QuillBot's October 2025 Policy Shift
QuillBot recently updated its privacy policy with a significant change: they now store text inputs from all desktop users by default. Previously, input processing occurred solely in real-time without storage.

The new policy introduces two opt-out controls:
- Storing your text inputs (available to all users, but enabled by default)
- Using your text inputs to train AI models (available only to account holders, also enabled by default)
QuillBot explicitly states: "When storage is on, QuillBot can provide a more consistent, high-quality, and personalized experience." Translation: your data stays in their systems to improve their algorithms.
Notably, Team Plan users are excluded from training by default, but individual accounts (again, the ones your employees are using) are not.
By the Numbers: The Scale of Writing Tool Data Exposure
So what is the extent of the problem? What type of sensitive data even goes into these tools? We sliced and diced our AI Usage Index to dive deeper into these trends and discovered a surprisingly high number of exposures across different use cases.
There are 18 AI-powered writing tools that saw sensitive data uploaded into them as part of this research, but Grammarly dominates the usage.
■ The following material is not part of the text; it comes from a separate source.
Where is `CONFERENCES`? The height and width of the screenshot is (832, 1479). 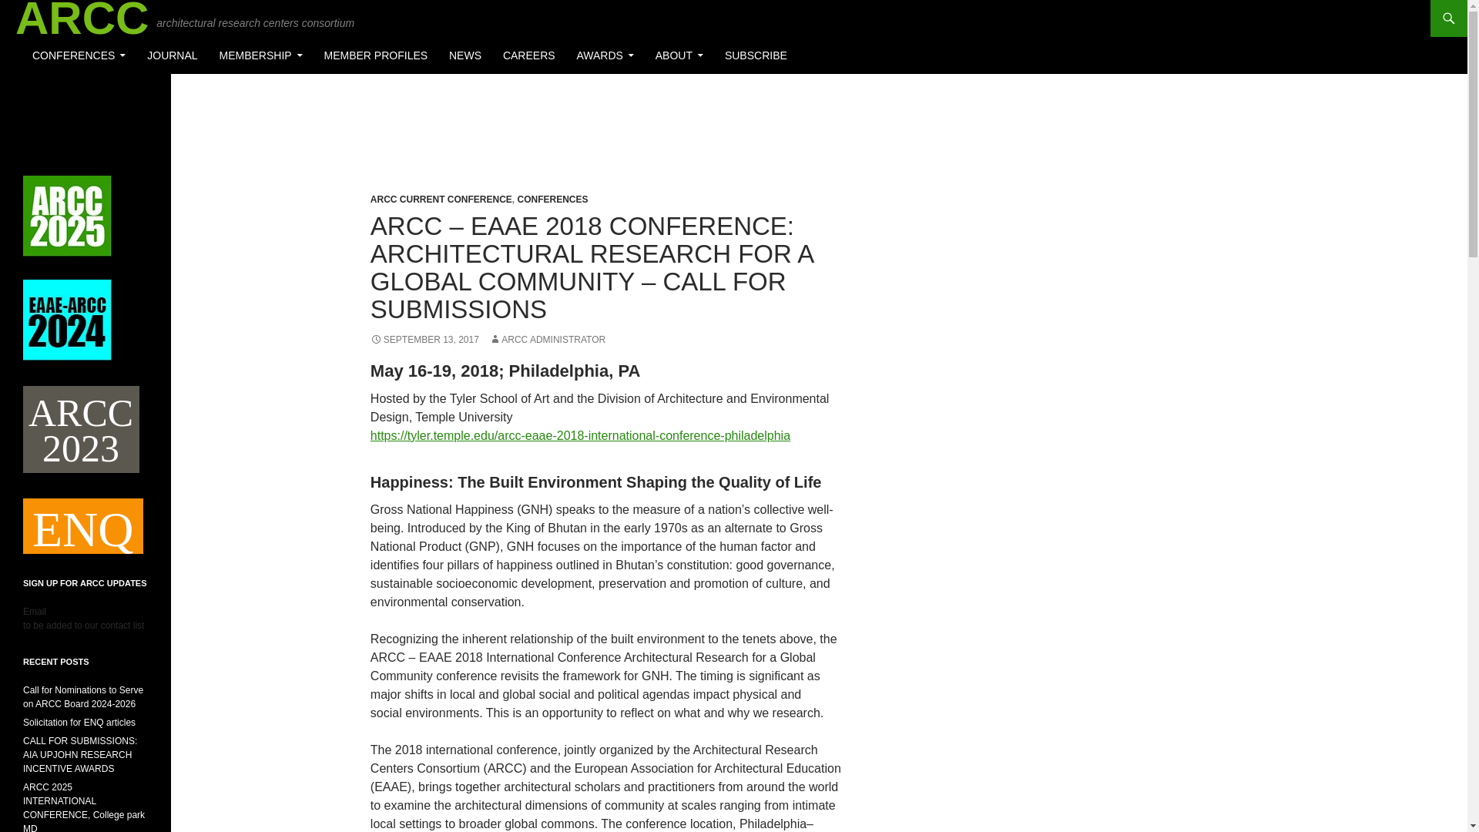 CONFERENCES is located at coordinates (553, 199).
Other tools include Quillbot, Wordtune, Rytr, ContentBot, and Sudowrite.
Understanding usage patterns
The solution clearly isn't to ban AI writing tools. Rather, teams need to understand why employees are using them and what problems they're solving. When you discover widespread Grammarly or QuillBot adoption, start by tracking use cases: Are employees polishing customer emails? Drafting marketing copy? Improving technical documentation?
Once you understand the "why," you can make informed decisions about providing enterprise versions with proper data controls or configuring existing solutions to meet those needs.
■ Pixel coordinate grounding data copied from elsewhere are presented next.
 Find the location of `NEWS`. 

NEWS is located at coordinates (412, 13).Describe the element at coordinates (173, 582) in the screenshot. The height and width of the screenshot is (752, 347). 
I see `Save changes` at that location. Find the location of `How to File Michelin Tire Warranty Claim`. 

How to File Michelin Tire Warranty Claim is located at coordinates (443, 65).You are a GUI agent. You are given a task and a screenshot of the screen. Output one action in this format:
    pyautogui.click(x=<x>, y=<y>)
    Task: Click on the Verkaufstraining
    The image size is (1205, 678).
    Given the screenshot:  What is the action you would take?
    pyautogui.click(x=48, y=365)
The key is targeted governance based on actual risk. Your marketing team writing blog posts faces different exposure than legal drafting settlements or finance preparing investor memos. Implement department-specific guardrails that allow appropriate AI assistance while protecting sensitive data types: PHI for healthcare, PII for customer service, financial data for accounting, legal content for counsel.
How Harmonic Helps
Harmonic provides the visibility and control needed to govern AI writing tools without blocking productivity. Our platform discovers shadow AI usage across your organization, showing exactly which tools employees are using, what data they're exposing, and why.
With endpoint-native controls, Harmonic analyzes content semantically as it's typed—identifying sensitive data types in real-time before transmission to AI services. This enables contextual policies: marketing can use writing assistants freely while legal and finance get automatic redaction of regulated content.
Instead of organization-wide blocking, you get surgical governance: understand usage patterns, provide approved alternatives where justified, and implement smart guardrails that protect what matters.

The Bottom Line
AI writing tools like Grammarly and QuillBot aren't going away. With 79% of writing tool data exposure coming from Grammarly alone, and employees using these tools to solve real productivity problems, you need a strategy that balances enablement with protection.
The path forward starts with visibility into what tools are being used and why, continues with providing approved enterprise alternatives where justified, and ends with smart guardrails that protect sensitive data types for high-risk departments while allowing appropriate use elsewhere. The question isn't whether your employees are using these tools. Instead, it's whether you understand what they're exposing and have the right controls in place.